You Are a Writer by Kathy Taylor

This month, Princeton Writes announced an essay contest designed to encourage members of Princeton’s staff to exercise their gifts as writers and to recognize those who express themselves in a particularly clear, creative, and compelling way. Some may hesitate to take advantage of this opportunity on the grounds that they are not “writers,” reserving this title for novelists and journalists or other professional wordsmiths. But as Kathy Taylor, a member of the selection committee that will award the Princeton Writes Prize, points out in this guest post, anyone who conscientiously embraces the challenge of converting thoughts to prose is, in fact, a writer, with something to contribute to the great edifice of words in which we live.
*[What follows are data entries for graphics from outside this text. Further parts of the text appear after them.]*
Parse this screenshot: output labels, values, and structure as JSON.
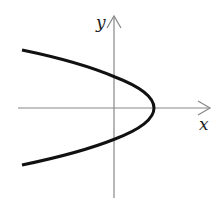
{
  "diagram": {
    "title": "",
    "axes": {
      "x_label": "x",
      "y_label": "y"
    },
    "curve": {
      "type": "parabola opening left",
      "description": "x = a - b*y^2, vertex on positive x-axis"
    },
    "colors": {
      "axis": "#888888",
      "curve": "#111111",
      "background": "#ffffff"
    }
  }
}
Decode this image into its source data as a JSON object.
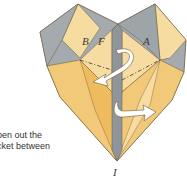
{
  "diagram": {
    "labels": {
      "b": "B",
      "f": "F",
      "a": "A",
      "bottom": "I"
    },
    "colors": {
      "gray": "#a4aaae",
      "gray_dark": "#8f969b",
      "yellow_light": "#f6dca0",
      "yellow": "#f2c978",
      "orange": "#eebb5e",
      "line": "#6b5a3a",
      "arrow": "#ffffff"
    }
  },
  "caption": {
    "line1": "pen out the",
    "line2": "cket between",
    "line3": "-"
  }
}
When I am a famous writer, the New York Times interviewer will ask, “When did you know you were going to be a writer?” And I will respond, “Oh, when I was a little girl! I used to go up into our attic and write on an old table next to one of the dormer windows. I’d write poems, short stories, and the first chapters of novels that featured a teenager who had adventures near her home on the coast of Maine (never having seen the coast of Maine). I made up little plays for the neighborhood. In junior high, I was the Features Editor for the student paper (in Hollidaysburg, PA, pop. 5,000).”
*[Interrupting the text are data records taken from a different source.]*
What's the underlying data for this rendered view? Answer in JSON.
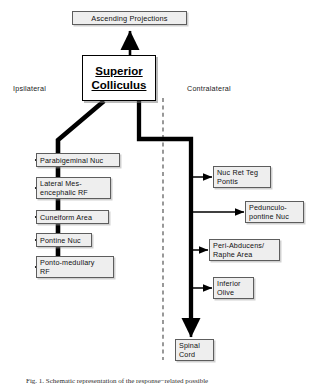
{
  "figure": {
    "title_node": {
      "label": "Ascending  Projections"
    },
    "hub": {
      "line1": "Superior ",
      "line2": "Colliculus"
    },
    "side_labels": {
      "left": "Ipsilateral",
      "right": "Contralateral"
    },
    "midline": {
      "style": "dashed",
      "color": "#555555"
    },
    "colors": {
      "trunk": "#000000",
      "box_fill": "#eeeeee",
      "box_border": "#5d5d5d",
      "hub_border": "#000000",
      "text": "#111111"
    },
    "ipsilateral_targets": [
      {
        "label": "Parabigeminal  Nuc"
      },
      {
        "label": "Lateral  Mes-\nencephalic RF"
      },
      {
        "label": "Cuneiform  Area"
      },
      {
        "label": "Pontine Nuc"
      },
      {
        "label": "Ponto-medullary\nRF"
      }
    ],
    "contralateral_targets": [
      {
        "label": "Nuc Ret Teg\n  Pontis"
      },
      {
        "label": "Pedunculo-\npontine Nuc"
      },
      {
        "label": "Peri-Abducens/\nRaphe Area"
      },
      {
        "label": "Inferior\nOlive"
      },
      {
        "label": "Spinal\nCord"
      }
    ],
    "caption": "Fig. 1. Schematic representation of the response−related possible"
  }
}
Well, here’s what happened after junior high . . .

When I got to high school, I tried out for the student paper – and didn’t get picked. When I was in college, I entered a writing contest to win a chance to be an editorial summer intern at Mademoiselle magazine – and, along with several thousand other college girls, didn’t get picked. Later, when I was in graduate school, there were a number of other instances when my writing “didn’t get picked.”

I was not going to be a famous writer after all. Instead, this is what I did:

  • For a decade, I was in commercial banking, and there I had to write reports and memos, financial analyses, letters and proposals, and sometimes I was asked to help others do the same.
  • For another decade or so, I was a high school teacher, and there I had to write reports and memos, classroom analyses, letters and proposals, and every day I was expected to teach others how to write reports.
  • For the last 15 years, I have been in a University administrative office, and there I have had to write reports and memos, project analyses, letters and proposals, alumni profiles, and from time to time, I have been asked to help others do the same.

Though these three are not at all famous careers, I found that readers understand – and sometimes even enjoy – what I write. And recently a colleague announced to me, “Kathy, you are a writer.”

So, I may not be a “famous” writer, but I am a writer. I think about my word choice, I think about my audience, and I think about how to make my message clear, whatever my message may be.

You may be a lab assistant, a nurse at McCosh Infirmary, an OIT Help Desk administrator, a department manager, or a facilities supervisor. You may produce one report a year or a monthly analysis. Maybe email is your one and only medium. But if you write for your job at Princeton, you are a writer – maybe not a famous writer, but a writer nonetheless.

Kathy Taylor ’74 is Director of Alumni Affairs and Communications in the Office of Alumni Affairs and has been a member of Princeton’s staff since 1999.